Secondly, I feel fortunate that I never had to use any of these antiquated techniques again once I left the academic world.  I'm a great lover of film history, and to a great extent I am a film purist.  I don't believe in colorization, or retrofitting decades old films with new effects.  But where technology can help to make the process of filmmaking better for the storyteller.  I'm all for it.

This year hopefully marks the beginning of a transition.

In the next few weeks I'll begin editing on my second feature, a wonderfully bizarre film by writer/director Alex Boothby called MR. VIRAL.  The film was shot on the RED ONE digital cinema camera with the new MysteriumX sensor.  This is the same camera David Fincher used to shoot THE SOCIAL NETWORK.  Looking back on my film years again, it's really remarkable; I remember many night shoots when you would be fighting for any kind of exposure, and now cameras like the RED can see just as well as the human eye.  You no longer need to light for exposure- only for look.

Work continues on my great passion, HOVERBOY- the 73rd most popular hero of the 20th Century.  There will be a string of wonderful updates of various shapes and sizes.  New contributors are lending a hand to the restoration of a lot of materials in the Hoverboy Archives.  It's early days, but my fondest wish is that the 1950's HOVERBOY DESTROYS CHRISTMAS!! special could be on the air by this Christmas.  Broader plans for a continuing Hoverboy TV series, featuring clips from many of Hoverboy's  TV and Film incarnations is also in the works.  This would truly be a dream come true for me.

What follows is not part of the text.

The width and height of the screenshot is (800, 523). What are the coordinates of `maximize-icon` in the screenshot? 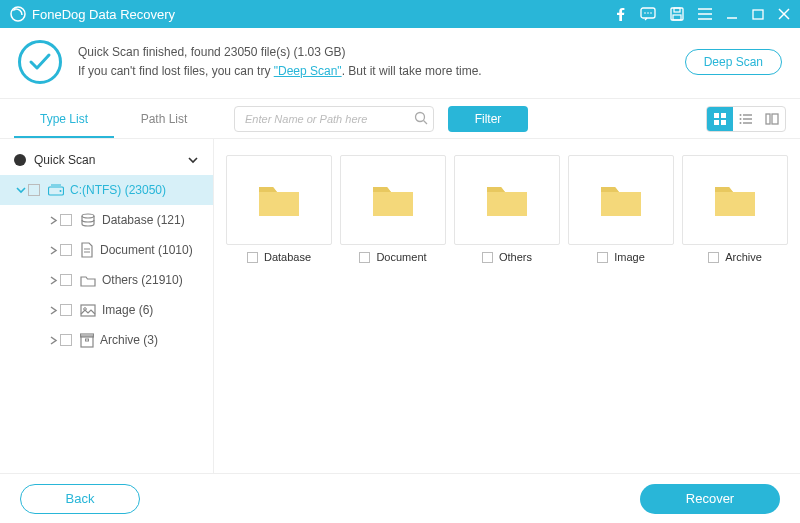 It's located at (758, 14).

There are also thoughts rolling around in my head for not one but two feature films which could under the right conditions take off this year.  MR. VIRAL and Ben Mazzotta's THE LIMITS [2007] have shown me that though there are many obstacles in the way, the biggest challenge to making a feature film is the determination to do it.

Over the course of this year, I'll be chronically my efforts on these various ventures, and providing some thoughts on the future of the business in which I work.  Specifically, the road to the new Final Cut Studio 4 rumoured to be coming in the coming months; my thoughts on the vision [or lack thereof] in the evolution of editing interfaces and hardware.

I don't profess to be a great expert on some of the things I'll be discussing, just a user who has a perspective.  So hopefully people with broader knowledge than mine can comment or otherwise illuminate on the topics here.  A forum for discussion if you will.

It should be fun.

-MRM

1 comment:

KT Smith said...

I never cease to wonder when I'm colouring a file which I've received digitally from an artist I've never met who lives in a country I haven't been to in fifteen years--and sometimes there's a chance that there's never been a paper version of their art; that's it's all been done digitally. I colour it all digitally, send it along digitally to a likewise farflung publisher... the new technology is an amazing thing.